Regions & Currencies
Regions are handled very flexibly using Medusa. Admins are able to specify an unlimited amount of custom regions. Each region can have a custom set of settings such as currency, payment gateways, tax providers etc. Currencies can be associated with one or many regions, and developers are in full control of the price of a product per currency and per region. A customer within a specific region will automatically get products, prices, shipping options, taxes and more specified for that region.
Taxes
Taxes are closely related to regions since they often differ geographically. Medusa provides default tax provider to calculate rates, but developers are able to integrate custom solutions as well.
Sales channels
Medusa allows for a large amount of different sales channels, such as the web storefront, mobile apps or selling directly through social media platforms. For each channel, it is possible to choose which products belong to the channel, and products can be made available on multiple channels simultaneously.

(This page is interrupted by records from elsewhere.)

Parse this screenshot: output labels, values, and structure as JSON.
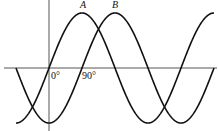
{
  "diagram": {
    "type": "phase-shifted sine waves",
    "waves": [
      {
        "name": "A",
        "label": "A",
        "phase_deg": 0
      },
      {
        "name": "B",
        "label": "B",
        "phase_deg": -90
      }
    ],
    "x_range_deg": [
      -90,
      450
    ],
    "tick_labels": [
      "0°",
      "90°"
    ],
    "colors": {
      "curve": "#111111",
      "axis": "#555555",
      "background": "#ffffff"
    }
  }
}
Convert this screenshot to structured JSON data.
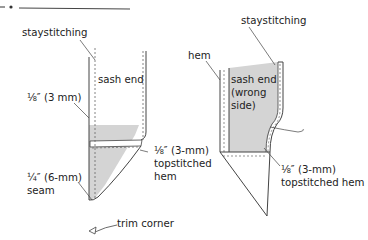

Each order is associated with a given channel, allowing for easy management and follow-up.
The mechanics of Medusa
Within each module described above, Medusa utilizes a set of abstractions in its architecture. This section aims to explain the overall architecture of Medusas commerce modules.
Headless architecture
As mentioned earlier, Medusa is a headless backend and is built in Node.js on top of Express. In the Medusa core package, you get access to all commerce modules such as orders, inventory, cart and products.
Entities and Services
The backend connects to a database that stores the e-commerce store’s data. Tables in the database are represented by entities built on top of Typeorm. An example would be the order-entity which represents the order table in the database. To manipulate e*ntities*, services are created as TypeScript or JavaScript classes with utility methods for retrieval and other purposes. The services can be accessed throughout the Medusa backend through dependency injection and are a sort of a bundled helper methods that represent a certain entity of functionality in Medusa.
Endpoints
Rather than having a tightly-coupled frontend which is the case for traditional e-commerce platforms, the Medusa backend provides endpoints, which are REST APIs used by frontends like storefront or admin interfaces. Each commerce module contains a set of endpoints specific to the functionalities that it provides and are available within the Medusa backend.
Events
Medusa also uses an event-driven architecture to manage events. When an action occur, such as an order being placed, an event is triggered. To handle an event, Medusa connects to a service that implements a pub/sub model. Messages sent by the pub/sub model are received by subscribers. Subscribers are TypeScript or JavaScript classes that add their methods as handlers for specific events. These handler methods are then executed only when an event is triggered. Using the example of an order being placed, a service specific to ordering (the publisher) then sends a message to the warehouse (the subscriber) that initiate shipping, update the inventory and notify customers.
Loaders and plugins
The Medusa backend architecture can be tailored to suit individual requirements, with resources like entities, services and endpoints created without modifying the backend. Loaders are used to load both Medusa and custom resources such as plugins, which can be packaged for reuse in other Medusa backends or published for others to use. Existing plugins can also be installed into a Medusa backend.